Just don't say the address that this money is being stored on and they will have no way of recovering it without the private key.

█████████████████████████████████████████████████████████████████████████████████████████████████████████████████████████████████████████████████████████████████████████████████████████████████████████████████████████████████████████████████████████████████████████████████████████████████████████████████████████████████████████████████████████████████████████████████████████████████████████████████████████████████████████████████████████
▓▓▓▓▓  BIT-X.comvvvvvvvvvvvvvvi
→ CREATE ACCOUNT 
▓▓▓▓▓
█████████████████████████████████████████████████████████████████████████████████████████████████████████████████████████████████████████████████████████████████████████████████████████████████████████████████████████████████████████████████████████████████████████████████████████████████████████████████████████████████████████████████████████████████████████████████████████████████████████████████████████████████████████████████████████
film2240
Legendary
*
Offline Offline

Activity: 1022
Merit: 1000


Freelance videographer


View Profile WWW
June 27, 2014, 05:19:31 PM
 #140

my college roommate is now a successful executive. 3 months ago he found out his wife was fxxking a black guy behind his back and his 5-year-old daughter.

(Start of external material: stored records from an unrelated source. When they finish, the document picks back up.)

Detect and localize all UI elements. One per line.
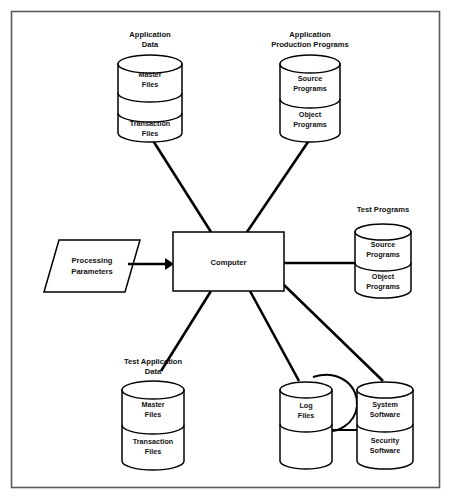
- test-programs-source-line2: Programs: [366, 250, 400, 259]
- test-programs-source-line1: Source: [371, 240, 395, 249]
- application-data-title-line2: Data: [142, 40, 159, 49]
- test-application-data-transaction-line2: Files: [145, 447, 161, 456]
- security-software-label-line2: Software: [370, 446, 400, 455]
- test-programs-object-line2: Programs: [366, 282, 400, 291]
- production-programs-title-line1: Application: [289, 30, 331, 39]
- application-data-transaction-files-line2: Files: [142, 129, 158, 138]
- system-flow-diagram: Application Data Master Files Transactio…: [0, 0, 456, 498]
- production-programs-title-line2: Production Programs: [271, 40, 349, 49]
- processing-parameters-label-line1: Processing: [72, 256, 113, 265]
- application-data-title-line1: Application: [129, 30, 171, 39]
- test-programs-object-line1: Object: [372, 272, 395, 281]
- computer-label: Computer: [211, 258, 247, 267]
- log-files-label-line1: Log: [299, 401, 312, 410]
- system-software-cylinder-top: [357, 382, 413, 398]
- log-files-label-line2: Files: [298, 411, 314, 420]
- log-files-cylinder-top: [280, 382, 332, 398]
- production-programs-object-line1: Object: [299, 110, 322, 119]
- processing-parameters-label-line2: Parameters: [71, 267, 112, 276]
- test-application-data-title-line1: Test Application: [124, 357, 183, 366]
- test-application-data-transaction-line1: Transaction: [133, 437, 173, 446]
- production-programs-source-line1: Source: [298, 74, 322, 83]
- diagram-canvas: Application Data Master Files Transactio…: [0, 0, 456, 498]
- test-application-data-master-line1: Master: [141, 400, 164, 409]
- store-log-files[interactable]: Log Files: [280, 382, 332, 469]
- test-application-data-title-line2: Data: [145, 367, 162, 376]
- security-software-label-line1: Security: [371, 436, 399, 445]
- processing-parameters-parallelogram: [44, 240, 140, 292]
- application-data-master-files-line2: Files: [142, 80, 158, 89]
- production-programs-object-line2: Programs: [293, 120, 327, 129]
- test-application-data-master-line2: Files: [145, 410, 161, 419]
- production-programs-source-line2: Programs: [293, 84, 327, 93]
- test-programs-title: Test Programs: [357, 205, 410, 214]
- store-system-software[interactable]: System Software Security Software: [357, 382, 413, 469]
- application-data-transaction-files-line1: Transaction: [130, 119, 170, 128]
- node-computer[interactable]: Computer: [173, 232, 284, 291]
- test-programs-cylinder-top: [355, 224, 411, 240]
- test-application-data-cylinder-top: [122, 381, 184, 399]
- production-programs-cylinder-top: [280, 55, 340, 73]
- store-application-production-programs[interactable]: Application Production Programs Source P…: [271, 30, 349, 142]
- application-data-master-files-line1: Master: [138, 70, 161, 79]
- system-software-label-line2: Software: [370, 410, 400, 419]
- system-software-label-line1: System: [372, 400, 398, 409]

since then he has kept quiet and converted as much asset as possible to about 850 bitcoins.

he just sprung the divorce on his ex-wife and now her lawyer is arguing he must have much more money than he claims to be.

the judge ordered he must turn over all his assets to give one half to his ex-wife.

does the court have right of access to his bitcoin wallet?
I think that the court will try to say yes it can but that's assuming Bitcoins are classed as money from a legal point of view,which will be complex as different countries have different views on this.

In theory all you would have to do is just encrypt your wallet.dat file,that way if the computers,phones,tablets,etc get seized for investigation,your Bitcoins will still be safe as it'll require a key (plausible deniability would work well here if asked for the key.This won't work in UK as you can face 2 years in prison for refusing to surrender the password/key if requested).

I'm sorry to hear about what your friend went through.I hope that cheating ex-wife gets what she deserves (hint-nothing good anyway).

[This signature is available for rent.BTC/ETH/LTC or £50 equivalent a month]
[This signature is available for rent.BTC/ETH/LTC or £50 equivalent a month]
[This signature is available for rent.BTC/ETH/LTC or £50 equivalent a month]
Pages: « 1 2 3 4 5 6 [7] 8 »  All
  Print  
 
Jump to:  

Powered by MySQL Powered by PHP Powered by SMF 1.1.19 | SMF © 2006-2009, Simple Machines Valid XHTML 1.0! Valid CSS!